There’s Something Wrong With It

Jeanne Matthews 2Jeanne Matthews is the author of the Dinah Pelerin international mysteries published by Poisoned Pen Press.  Like her amateur sleuth, Jeanne was born with a serious wanderlust.  Originally from Georgia, she enjoys traveling the world and learning about other cultures and customs, which she incorporates into her novels.  She currently lives in Renton, Washington with her husband who is a law professor.  Her Boyfriend’s Bones, the fourth book in the series, is in bookstores now and Where the Bones Are Buried will be out in January 2015.  You can learn more about Jeanne’s books at www.jeannematthews.com.

The poet Randall Jarrell defined a novel as “a long piece of prose with something wrong with it.” That’s a deflating premise for a novelist and a strangely mean-spirited putdown, coming as it did from a man who slit his wrists when a critic for the New York Times panned his poems.

We writers are constantly troubleshooting our manuscripts. We reread and re-plot, edit and rewrite, polish and proof and rewrite some more. We do our dead-level best to eliminate the wrong bits. Yet in spite of that flattering blurb on the cover that promises “flawless storytelling,” every book encounters at least one reader who finds something wrong with it. True hatchet jobs are rare these days. But faint praise can seem almost as damning, and a one-star review on Amazon can cause gnashing of teeth and rending of garments for some sensitive souls.

Writers thrive on compliments. They provide validation for our hard work. They warm our hearts and allay our self-doubt. We are thrilled when our books receive high praise and disappointed when they do not. Somewhere inside of every writer, there’s the memory of a slighting review we can’t forget and no amount of countervailing praise will soothe the sting. In a recent article on Digital Cruelty in The New York Times, Stephanie Rosenbloom summed up the problem perfectly: “Just as our attention gravitates to loud noises and motion, our minds glom on to negative feedback.”

Her Boyfriend's BonesEach of us deals with the slings and arrows of criticism in a different way. Raymond Chandler came in for his share of abuse by the critics. He wasn’t a bad writer, they acknowledged with backhanded regard, but why did he squander his talent writing cheap detective fiction? Chandler, who did not suffer from a lack of confidence, shot back, “I might be the best writer in this country . . . but I’m still a mystery writer.”

Critics never accused Erle Stanley Gardner of good writing, but he could afford to ignore them. His books were all bestsellers. When one of them came in for a bad review, he replied, “It’s a damn good story. If you have any comments, write them on the back of a check.”

Unfortunately, not every writer possesses the self-assurance of Chandler or Gardner and besides, those guys didn’t live in the free-for-all environment of the Internet. Today’s authors not only run the gauntlet of professional reviewers. They must contend with online reviews, some by readers who strew stars like confetti, others by trolls who post disparaging or incendiary remarks. Most authors have the good sense not to respond to a negative review, even if they secretly fantasize an array of excruciating tortures they’d like to inflict on the stinker who wrote it. However, some hotheads can’t resist the urge to strike back. They have a self-destructive streak, not unlike Sonny Corleone. They tear out on a mission of vengeance, only to ride into a hail of gunfire.

One outraged author tweeted the phone number and email of a reviewer who dissed her book and encouraged her fans to “Tell her what u think of snarky critics.” Another went after her critics on Amazon, claiming that they “used the site as if it were a public urinal to publish falsehood and lies.” And yet another aggrieved author assumed a false online identity to harass her detractor and threatened to report anyone who badmouthed her or her books to the FBI. These Twitter rampages and flame wars are like watching a house burn – or a reputation. The spectacle is simultaneously irresistible and appalling.

Where the Bones are BuriedThe thriller writer Brad Meltzer confronted a string of negative reviews without acrimony or resorting to ad hominem attacks. He made a funny, self-deprecating YouTube video in which members of the Little League team he coaches and a few elderly friends and relatives quote from the long list of scathing comments and dismissive assessments of his The Book of Lies. “Predictable, sophomoric, sophomorically implausible, preposterous, juvenile, formulaic, horrible.” His critics didn’t mince words. The video, first titled “Everybody hates Brad Meltzer” has been changed to “Everybody still hates Brad Meltzer in paperback.” It can be found at http://www.youtube.com/user/meltzervideos (click on “videos”).

I’m keeping my fingers crossed that everyone will absolutely love my new book, Where the Bones Are Buried. But as Meltzer demonstrates, a sense of humor and a hide like a rhinoceros are valuable assets for those of us brave enough to send our (inevitably) flawed prose into the world for all and sundry to judge.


### ABOUT THIS EXERCISE:
Please reproduce the entries below exactly from the line holding "Identify the location" through the last line, both included, and omit any pictures.

::: DATASET

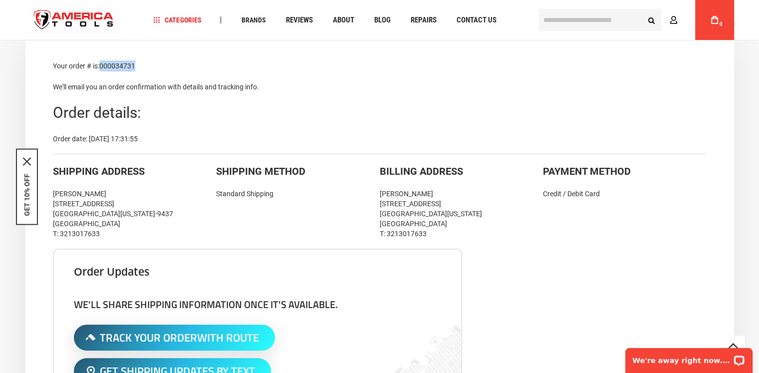 The width and height of the screenshot is (759, 373). Describe the element at coordinates (63, 19) in the screenshot. I see `p: We're away right now. Please check back later!` at that location.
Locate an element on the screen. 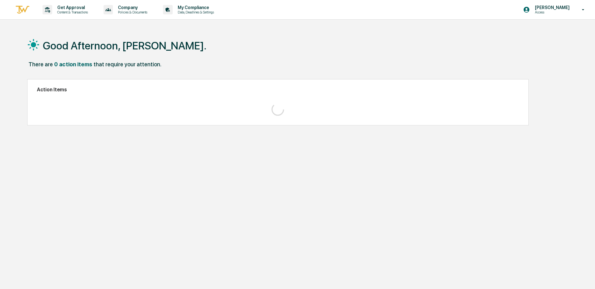 The height and width of the screenshot is (289, 595). p: Content & Transactions is located at coordinates (72, 12).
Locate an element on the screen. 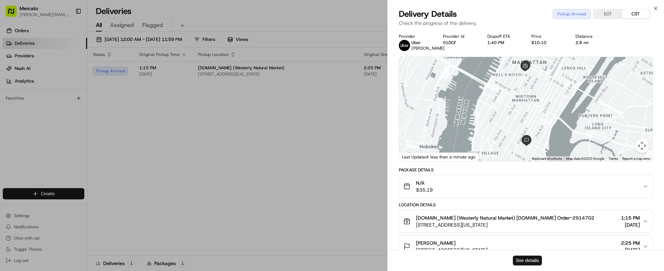 This screenshot has width=664, height=271. img: uber-new-logo.jpeg is located at coordinates (404, 45).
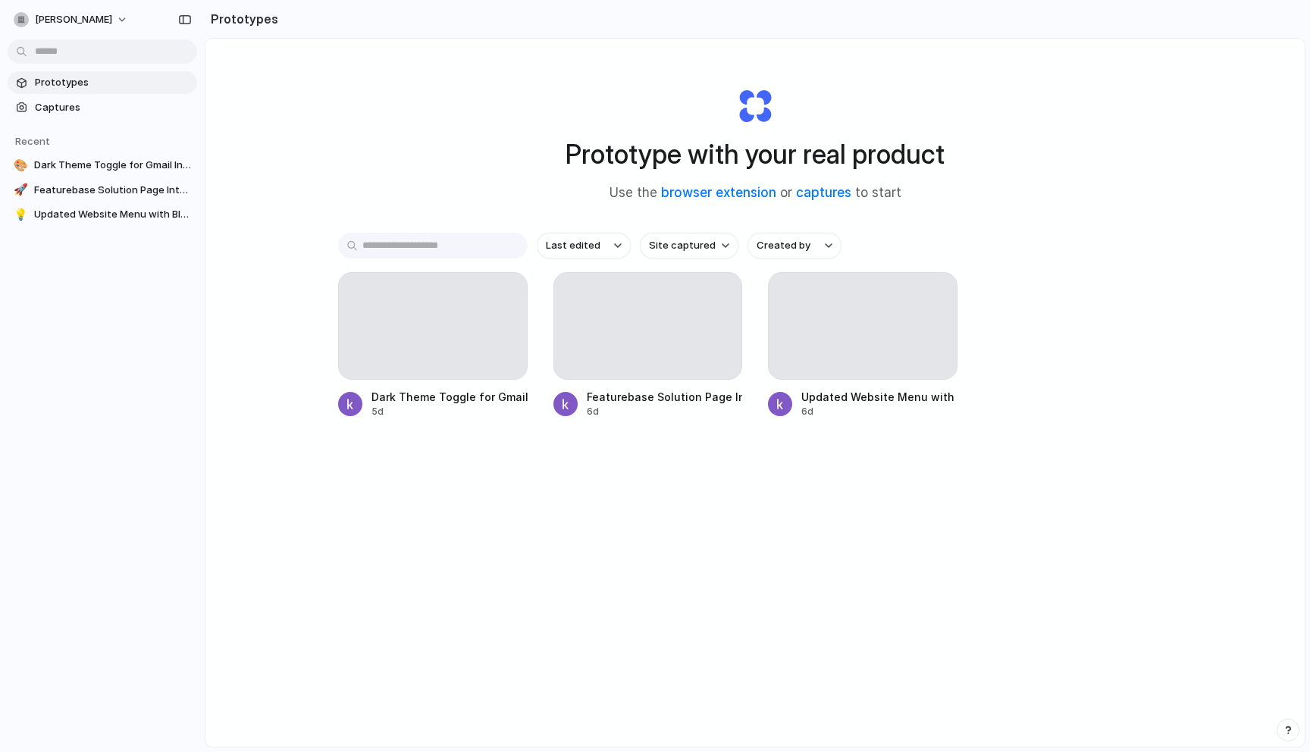  Describe the element at coordinates (112, 165) in the screenshot. I see `span: Dark Theme Toggle for Gmail Inbox` at that location.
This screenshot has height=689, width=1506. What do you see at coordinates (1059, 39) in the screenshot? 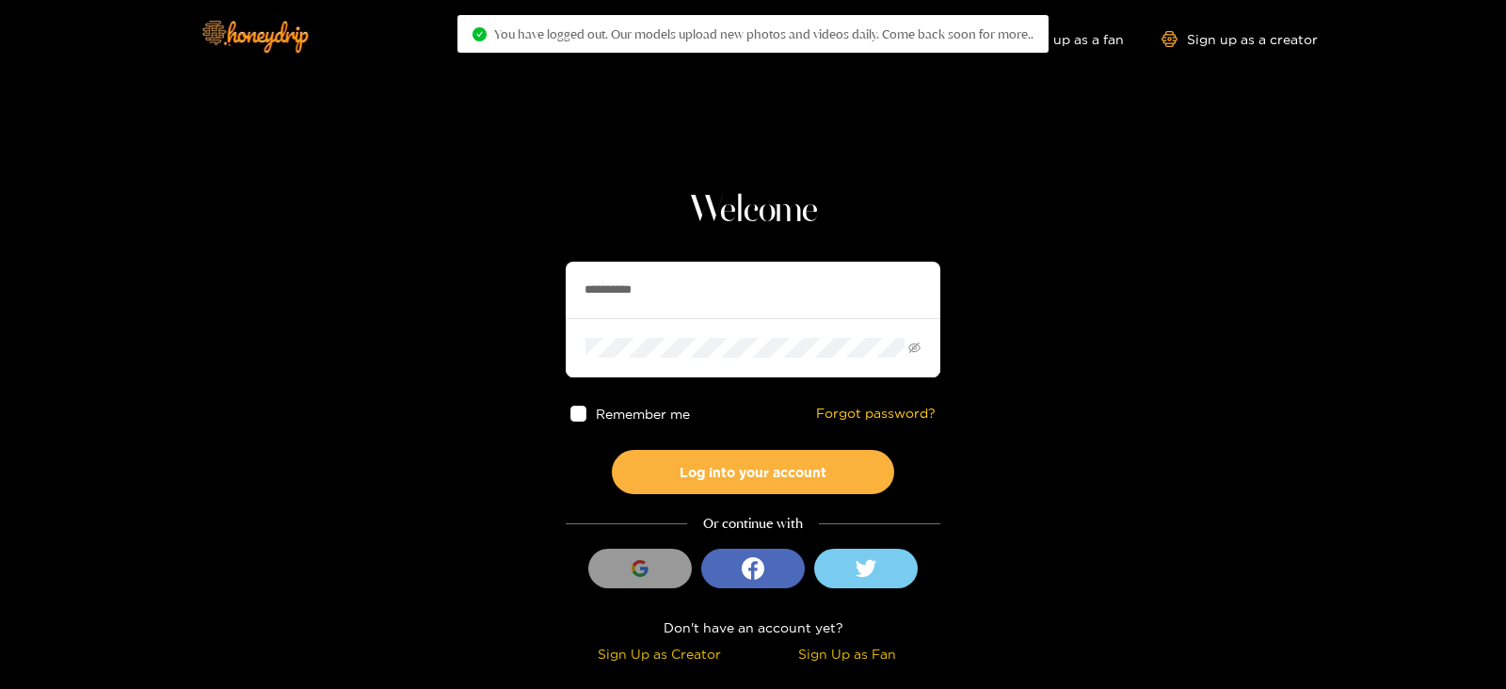
I see `a: Sign up as a fan` at bounding box center [1059, 39].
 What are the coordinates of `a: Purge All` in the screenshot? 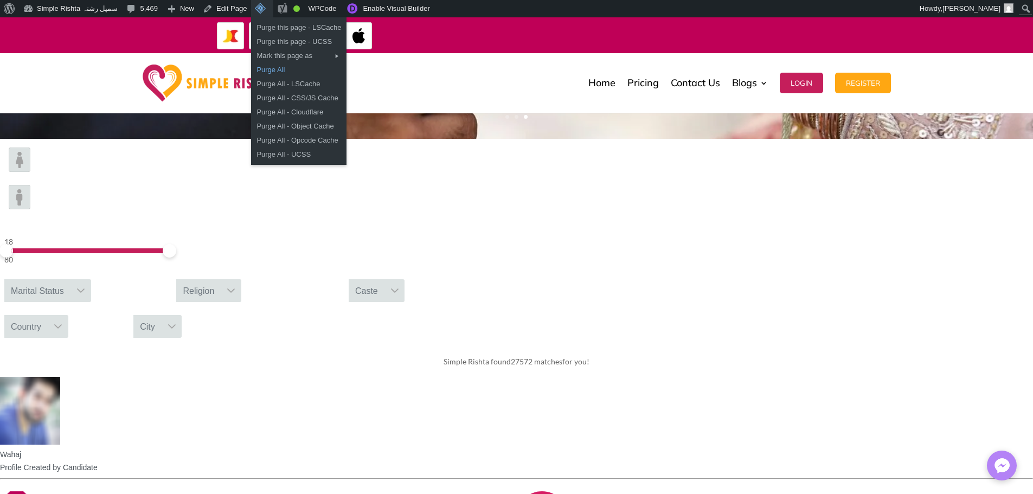 It's located at (299, 70).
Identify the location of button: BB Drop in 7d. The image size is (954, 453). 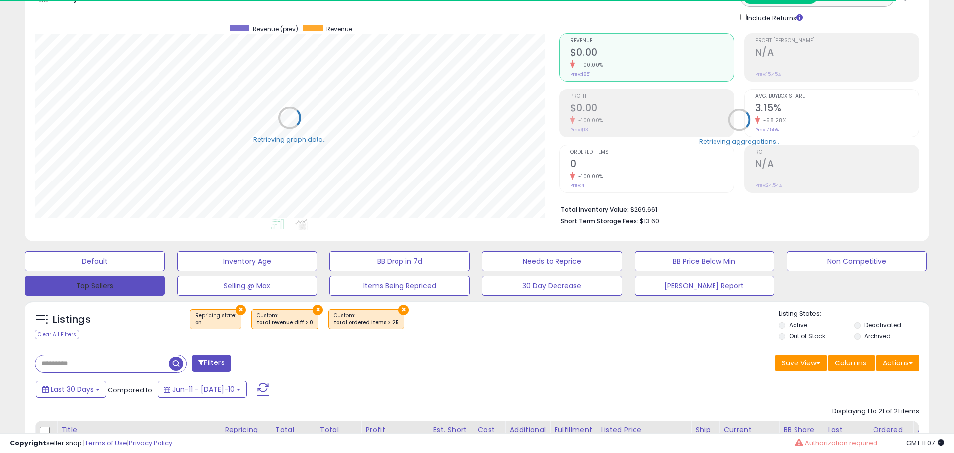
(399, 261).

::::::

### WRITTEN SOLUTION:
Identify the location of button: BB Drop in 7d. The image size is (954, 453). 
(399, 261).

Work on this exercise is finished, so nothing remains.